NEW DELHI (AP) - Security officials in Bangladesh’s capital have arrested six members of a banned militant group and accused them of planning to kill an outspoken Islamic scholar for his stand against religious extremism, a police official said Monday.
Police counter-terrorism chief Monirul Islam said the men were arrested Sunday night in a raid in Dhaka.
He said the suspects are members of Jumatul Mujahedeen Bangladesh, which has been blamed for many killings in recent years, including an attack last July on a restaurant in Dhaka’s diplomatic zone in which 20 hostages were killed. Seventeen of the victims were foreigners.
Islam said the suspects had targeted a top Islamic scholar who speaks and acts against radicalism. He would not disclose the name of the reported target, but said the suspects wanted to kill him during the current fasting month of Ramadan.
Islam said the house of the targeted scholar was already under the suspects’ watch and their plan was going ahead.
Later Monday, a judge in Dhaka authorized police to keep them in custody for interrogation.
Meanwhile, the anti-crime agency Rapid Action Battalion said it has arrested a garment factory owner for allegedly funding the banned militant group’s purchase of weapons and explosives.
Emran Ahmed, managing director of Zemtex Linkage Industries Ltd., was arrested Saturday night at a house in Narayanganj district, just outside Dhaka, agency spokesman Mufti Mahmud Khan said. His driver was also arrested and accused of aiding his boss.
Khan said Ahmed, 37, is a member of the militant group’s policy-making body and the head of its Dhaka metropolitan unit.
Bangladesh has experienced a rise in Islamic militancy in recent years, with groups targeting atheist bloggers, publishers and writers, members of minority groups and foreigners.
The Islamic State group has claimed responsibility for many of the attacks, including last year’s restaurant siege, but authorities have rejected the claims and held JMB responsible. The government has vowed to crush Islamic militancy and some 60 suspects have been killed in raids across the country since last July.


Task goal = Word for word, reproduce every record in the listing below.

Task inputs =

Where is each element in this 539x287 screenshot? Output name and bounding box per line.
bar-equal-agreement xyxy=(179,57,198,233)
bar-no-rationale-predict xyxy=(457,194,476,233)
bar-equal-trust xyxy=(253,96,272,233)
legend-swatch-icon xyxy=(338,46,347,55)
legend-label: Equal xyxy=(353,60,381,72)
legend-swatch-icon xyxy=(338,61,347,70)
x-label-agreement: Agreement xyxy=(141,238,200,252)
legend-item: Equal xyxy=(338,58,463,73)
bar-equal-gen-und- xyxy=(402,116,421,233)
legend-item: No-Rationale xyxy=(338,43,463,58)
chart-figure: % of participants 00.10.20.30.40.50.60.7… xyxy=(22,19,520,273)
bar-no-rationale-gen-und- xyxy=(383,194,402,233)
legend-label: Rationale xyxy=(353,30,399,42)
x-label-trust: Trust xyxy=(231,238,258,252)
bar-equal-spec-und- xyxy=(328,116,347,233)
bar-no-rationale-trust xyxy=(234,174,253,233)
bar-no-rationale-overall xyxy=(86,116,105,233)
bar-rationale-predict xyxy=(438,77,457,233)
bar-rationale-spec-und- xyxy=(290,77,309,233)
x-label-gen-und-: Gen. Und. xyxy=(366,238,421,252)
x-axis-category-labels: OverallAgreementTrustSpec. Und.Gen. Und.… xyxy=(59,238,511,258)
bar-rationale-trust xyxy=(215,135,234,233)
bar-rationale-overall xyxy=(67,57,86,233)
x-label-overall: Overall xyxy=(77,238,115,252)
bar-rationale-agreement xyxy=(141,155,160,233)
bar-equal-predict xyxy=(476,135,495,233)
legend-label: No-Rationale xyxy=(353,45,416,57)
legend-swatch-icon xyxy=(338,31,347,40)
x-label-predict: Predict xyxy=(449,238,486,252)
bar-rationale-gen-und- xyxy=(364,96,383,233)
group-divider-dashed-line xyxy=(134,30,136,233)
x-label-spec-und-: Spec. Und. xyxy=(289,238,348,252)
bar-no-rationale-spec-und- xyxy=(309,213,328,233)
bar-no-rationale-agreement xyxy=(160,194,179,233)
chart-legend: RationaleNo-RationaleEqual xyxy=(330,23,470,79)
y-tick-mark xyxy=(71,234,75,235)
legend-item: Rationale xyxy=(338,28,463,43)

Your response =
Where is each element in this 539x287 screenshot? Output name and bounding box per line.
bar-equal-agreement xyxy=(179,57,198,233)
bar-no-rationale-predict xyxy=(457,194,476,233)
bar-equal-trust xyxy=(253,96,272,233)
legend-swatch-icon xyxy=(338,46,347,55)
legend-label: Equal xyxy=(353,60,381,72)
legend-swatch-icon xyxy=(338,61,347,70)
x-label-agreement: Agreement xyxy=(141,238,200,252)
legend-item: Equal xyxy=(338,58,463,73)
bar-equal-gen-und- xyxy=(402,116,421,233)
legend-item: No-Rationale xyxy=(338,43,463,58)
chart-figure: % of participants 00.10.20.30.40.50.60.7… xyxy=(22,19,520,273)
bar-no-rationale-gen-und- xyxy=(383,194,402,233)
legend-label: Rationale xyxy=(353,30,399,42)
x-label-trust: Trust xyxy=(231,238,258,252)
bar-equal-spec-und- xyxy=(328,116,347,233)
bar-no-rationale-trust xyxy=(234,174,253,233)
bar-no-rationale-overall xyxy=(86,116,105,233)
bar-rationale-predict xyxy=(438,77,457,233)
bar-rationale-spec-und- xyxy=(290,77,309,233)
x-label-gen-und-: Gen. Und. xyxy=(366,238,421,252)
x-axis-category-labels: OverallAgreementTrustSpec. Und.Gen. Und.… xyxy=(59,238,511,258)
bar-rationale-trust xyxy=(215,135,234,233)
bar-rationale-overall xyxy=(67,57,86,233)
x-label-overall: Overall xyxy=(77,238,115,252)
bar-rationale-agreement xyxy=(141,155,160,233)
bar-equal-predict xyxy=(476,135,495,233)
legend-label: No-Rationale xyxy=(353,45,416,57)
legend-swatch-icon xyxy=(338,31,347,40)
x-label-predict: Predict xyxy=(449,238,486,252)
bar-rationale-gen-und- xyxy=(364,96,383,233)
group-divider-dashed-line xyxy=(134,30,136,233)
x-label-spec-und-: Spec. Und. xyxy=(289,238,348,252)
bar-no-rationale-spec-und- xyxy=(309,213,328,233)
bar-no-rationale-agreement xyxy=(160,194,179,233)
chart-legend: RationaleNo-RationaleEqual xyxy=(330,23,470,79)
y-tick-mark xyxy=(71,234,75,235)
legend-item: Rationale xyxy=(338,28,463,43)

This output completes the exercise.